Buddy Emmons

Buddy Emmons (b. Mishawaka, January 27, 1937 - d. July 21, 2015) – Steel guitarist, guitarist, vocalist, songwriter, and composer. At age eleven, Emmons learned to play the steel guitar at South Bend’s Hawaiian Conservatory of Music, where his hero Herb Remington had also studied. After playing locally as an early to mid teenager, Emmons left high school at age sixteen to play in a band in Calumet, Illinois, and then moved on to Detroit a year later. In 1955 – when he was only eighteen, he moved to Nashville and joined the Little Jimmy Dickens Band, one of the hottest acts in country music at the time. Included in a series of instrumentals that the band recorded for RCA were Emmons’s own “Raising the Dickens” and “Buddy’s Boogie,” which both became standard tunes for the steel guitar.

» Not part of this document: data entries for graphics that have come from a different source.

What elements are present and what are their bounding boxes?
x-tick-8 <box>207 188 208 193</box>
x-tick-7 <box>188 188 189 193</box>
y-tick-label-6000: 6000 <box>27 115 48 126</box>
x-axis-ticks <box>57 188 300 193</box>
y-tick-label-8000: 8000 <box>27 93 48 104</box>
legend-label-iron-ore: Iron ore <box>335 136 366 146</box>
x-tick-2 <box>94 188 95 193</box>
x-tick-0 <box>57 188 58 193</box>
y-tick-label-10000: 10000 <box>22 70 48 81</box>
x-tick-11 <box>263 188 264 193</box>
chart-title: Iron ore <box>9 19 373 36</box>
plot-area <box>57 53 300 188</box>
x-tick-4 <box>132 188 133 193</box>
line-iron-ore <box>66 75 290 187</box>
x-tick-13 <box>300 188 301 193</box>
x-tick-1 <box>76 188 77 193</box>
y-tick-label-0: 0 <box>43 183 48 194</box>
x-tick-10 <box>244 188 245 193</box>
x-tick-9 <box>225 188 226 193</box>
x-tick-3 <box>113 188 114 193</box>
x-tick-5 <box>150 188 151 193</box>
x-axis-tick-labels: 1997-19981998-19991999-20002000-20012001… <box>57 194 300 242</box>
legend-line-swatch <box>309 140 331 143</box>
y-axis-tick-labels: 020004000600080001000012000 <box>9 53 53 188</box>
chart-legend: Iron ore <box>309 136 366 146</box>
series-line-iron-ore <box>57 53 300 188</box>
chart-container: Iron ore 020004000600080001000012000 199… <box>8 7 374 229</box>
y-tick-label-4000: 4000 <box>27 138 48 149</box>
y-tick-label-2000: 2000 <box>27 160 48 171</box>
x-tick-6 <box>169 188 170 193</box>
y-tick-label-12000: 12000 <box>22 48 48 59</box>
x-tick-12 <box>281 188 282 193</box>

After the Dickens band broke up in 1956, Emmons went on to join the following Nashville acts: Ernest Tubb and the Texas Troubadors (starting in 1957) and Ray Price & the Cherokee Cowboys (starting in 1962). During those Nashville years, he also did session work with George Jones and Melba Montgomery. Accepting an invitation to play bass with Roger Miller, Emmons moved to Los Angeles in 1967. Because he was considered the greatest steel guitarist of his time, this moved opened up a new world of opportunities in popular music, as he landed session work with Judy Collins, the Carpenters, Nancy Sinatra, Gram Parsons, and John Sebastian. In 1974, Emmons returned to Nashville and over the following three decades played with such country greats as Mel Tillis, Donna Fargo, Duane Eddy, Charlie Walker, John Hartford, George Strait, Gene Watson, Ricky Skaggs, Johnny Bush, and Willie Nelson. From 1993 to 2001, he toured with the Everly Brothers. Among his many recordings are a jazz album in 1963, Buddy Sings Bob Wills (1976), and a series of CDs with Ray Pennington. A 1981 inductee of the Steel Guitar Hall of Fame, Buddy Emmons also contributed greatly to the design of the pedal steel guitar by introducing a “split-pedal” function in 1956, an improvement on Hoosier Bud Isaacs’s earlier pedal innovations.